Missoula Independent

Page 12

[opinion]

Imaginary majority Why Baucus voted against background checks by Dan Brooks

To call Manchin-Toomey the most popular piece of legislation to fail the U.S. Senate this year would be irresponsible, because what does “popular” mean, anyway? The amendment to implement criminal background checks for all firearm purchases— currently, they’re only required for purchases from licensed dealers—had bipartisan support, but plenty of unpopular ideas have that. The federal income tax, for example, or not being allowed to go to the National Archive and take an Instagram of your baby lying directly on the Constitution both enjoy broad support across the aisle. So what senators like is not necessarily what the American people are into, for better or worse. You can’t trust the polls, either. Between 83 and 90 percent of respondents say they favor expanded background checks, but we all know statistics lie. Just because The Washington Post, CNN, Quinnipiac and CBS each found that Americans overwhelmingly support criminal and mental health checks for all advertised gun sales doesn’t mean it’s what voters want. Such polls notoriously skew toward people who own landlines, and they sorely underrepresent those Americans who, hearing a ringing sound in their homes, whirled around and shot the phone. That kind of unscientific survey, albeit technically scientific, is no substitute for representative government. America is a republic, not a democracy, and if we all voted on everything by phone Kelly Clarkson would be Secretary of the Treasury right now. By the same principle, you can’t just let the Senate do what a majority of senators want. Casual fans of legislative government may be surprised to learn that ManchinToomey failed with 54 votes in support and 46 against—the kind of numerical majority that previous Senates called a win. In the 2013 session, however, Manchin-Toomey was a lock for Republican filibuster, and pro-

ponents knew they needed a 60-vote supermajority to bring it to the floor. That didn’t happen. Despite majority support in the Senate, overwhelming consensus in the polls and the quiet parents of Newtown, Conn., in the gallery, the Senate moved April 17 to keep letting whomever buy firearms at gun shows and on the internet.

“The death of the Manchin-Toomey amendment sure wasn’t democratic.” Probably it was the wise thing to do, because who ever met a crazy person at a gun show or on the internet? Maybe it was even popular. But the death of the ManchinToomey amendment sure wasn’t democratic. Four Senate Democrats voted nay in Wednesday’s attempt to break Republican filibuster: Alaska’s Mark Begich, North Dakota’s Heidi Heitkamp, Arkansas’s Mark Pryor and Montana’s own Max Baucus. As Ezra Klein pointed out in the Post’s Wonkblog, all four come from rural states with low populations and active gun cultures. Begich and Pryor also face tough elections next year. It is reasonable to say that in last week’s Senate, a small percentage of swing voters from three of the least-populated states in the union overruled the wishes of a vast majority of Americans. That doesn’t sound so great, though. Better to go with the single-word explanation for his vote that Baucus offered the Los Angeles Times: “Montana.”

That is true. Baucus is the senior senator from Montana, whose population of one million has seated him among those lawmakers who represent the smallest number of actual Americans—right down there with Alaska and North Dakota. But that’s how the Senate works. Why shouldn’t we get just as much say as any other state? With a little help from a Republican filibuster, why shouldn’t we get more say than all the other states put together? Everybody knows that we Montanans love our guns. There is no specific polling evidence to say how we feel about preventing the mentally ill from buying guns on the internet, but probably we hate it. Montana has a gun culture, whatever that means, and last week Baucus took our general sense of how people like us probably feel and imposed it on the rest of the country. It may not have been democratic, at any level. It may not even have been popular. But in terms of satisfying our knee-jerk associations with that one word, “Montana,” it was politically expedient. Call it the imaginary majority. They don’t respond to polls, they don’t compose a majority of votes in the Senate, but they cast the swing votes in future elections. They play to stereotypes, and they don’t go in for such fine distinctions as exist between “expanded background checks at gun shows and on the internet” and, you know, “guns.” The imaginary majority likes its politics in one word. That’s what makes them such a powerful force in American government— more powerful than Senate majorities or polls or any specific policy idea. They’re easy to represent: You just think of what you already know about the kind of people who are going to vote in your next election, and you ignore everything else. Dan Brooks writes about politics, consumer culture and lying at combatblog.net.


• Required work: Leaving out every picture, please repeat exactly the line that contains "Locate an element" and each line after it through the final line below.

• Data under study:
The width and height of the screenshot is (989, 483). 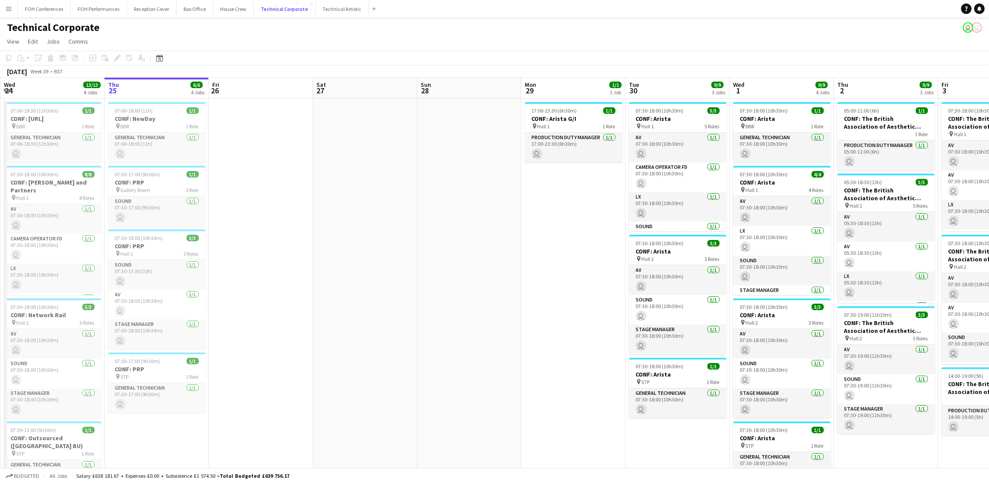 What do you see at coordinates (555, 110) in the screenshot?
I see `span: 17:00-23:30 (6h30m)` at bounding box center [555, 110].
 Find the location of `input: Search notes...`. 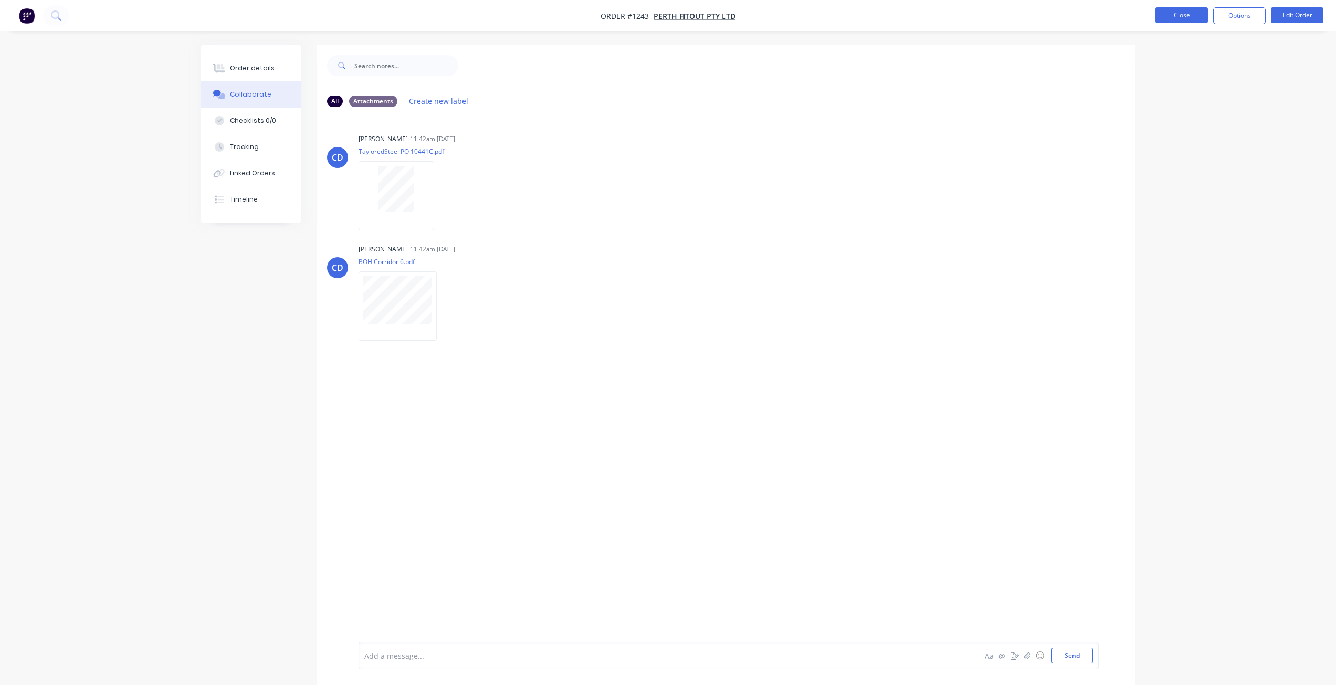

input: Search notes... is located at coordinates (406, 66).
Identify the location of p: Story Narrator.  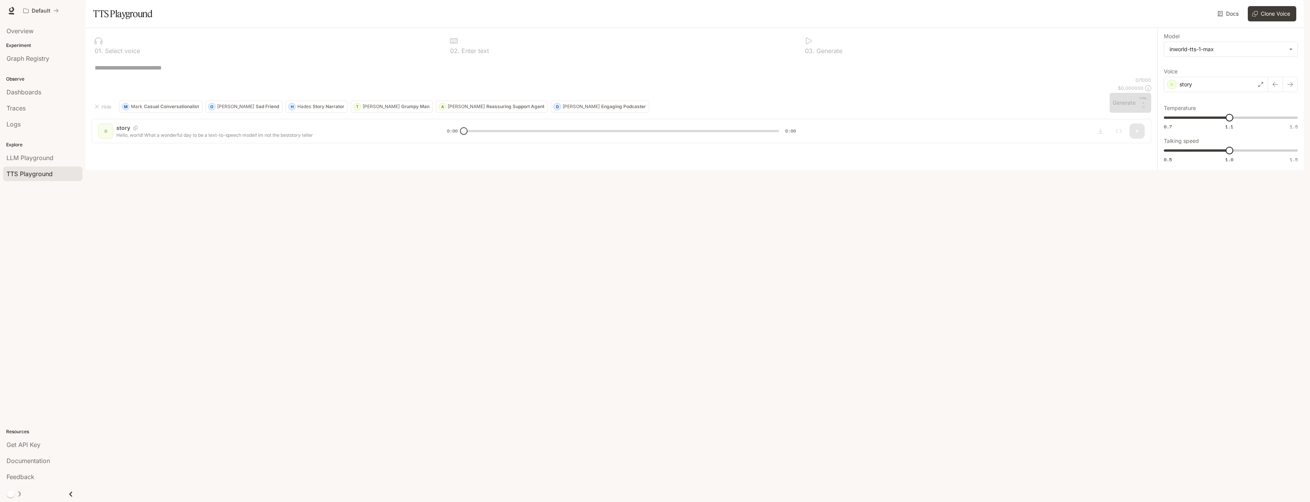
(328, 107).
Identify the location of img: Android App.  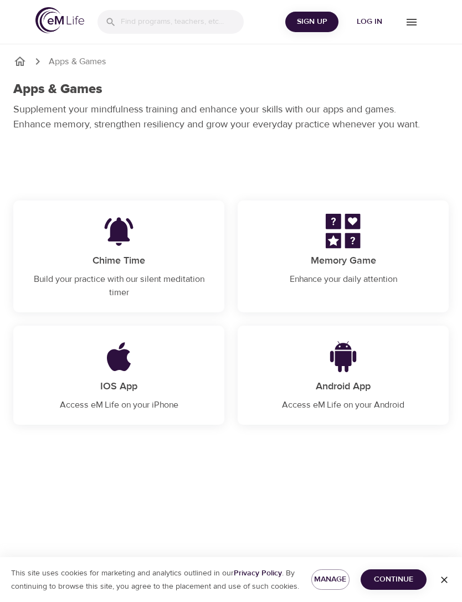
(343, 356).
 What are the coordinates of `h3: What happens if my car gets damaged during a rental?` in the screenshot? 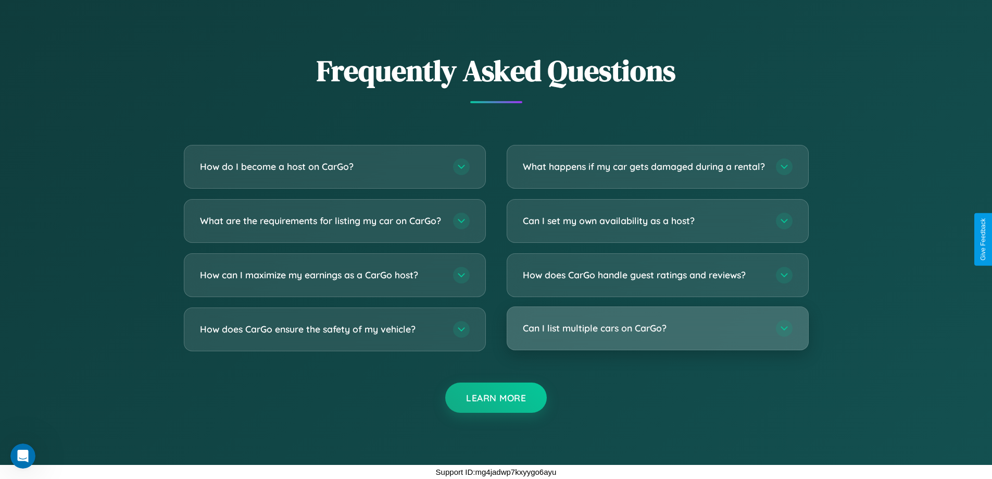 It's located at (644, 166).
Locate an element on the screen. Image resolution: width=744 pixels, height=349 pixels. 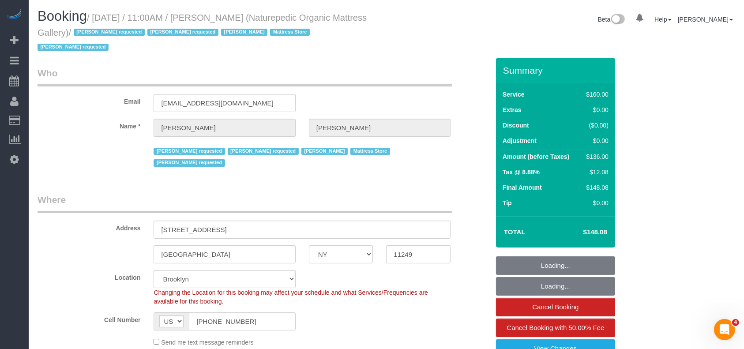
input: Cell Number is located at coordinates (242, 321).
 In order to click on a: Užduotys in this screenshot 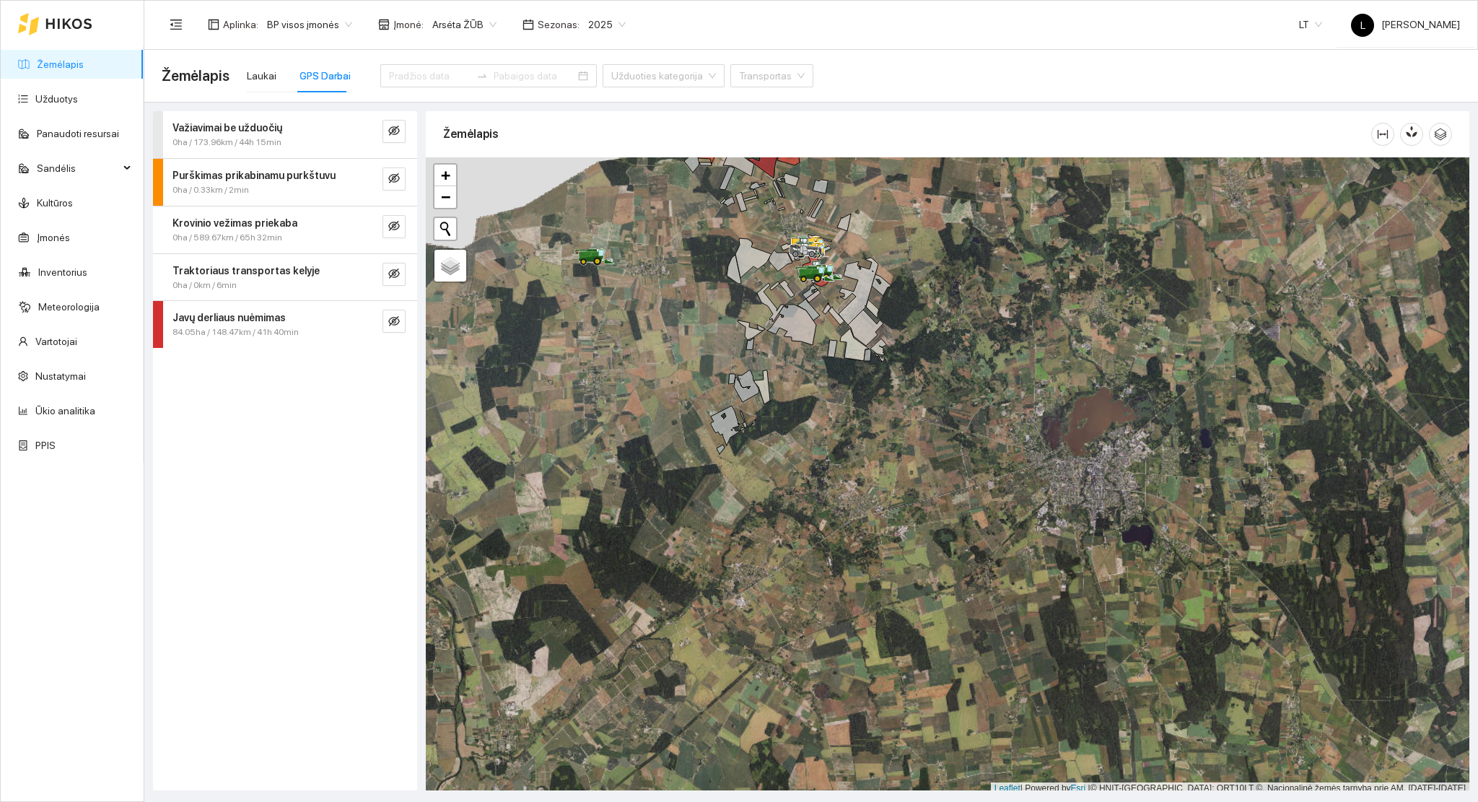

• Answer to the exercise:
Locate an element on the screen. Image resolution: width=744 pixels, height=349 pixels. 
input: Cell Number is located at coordinates (242, 321).
 In order to click on a: Užduotys in this screenshot 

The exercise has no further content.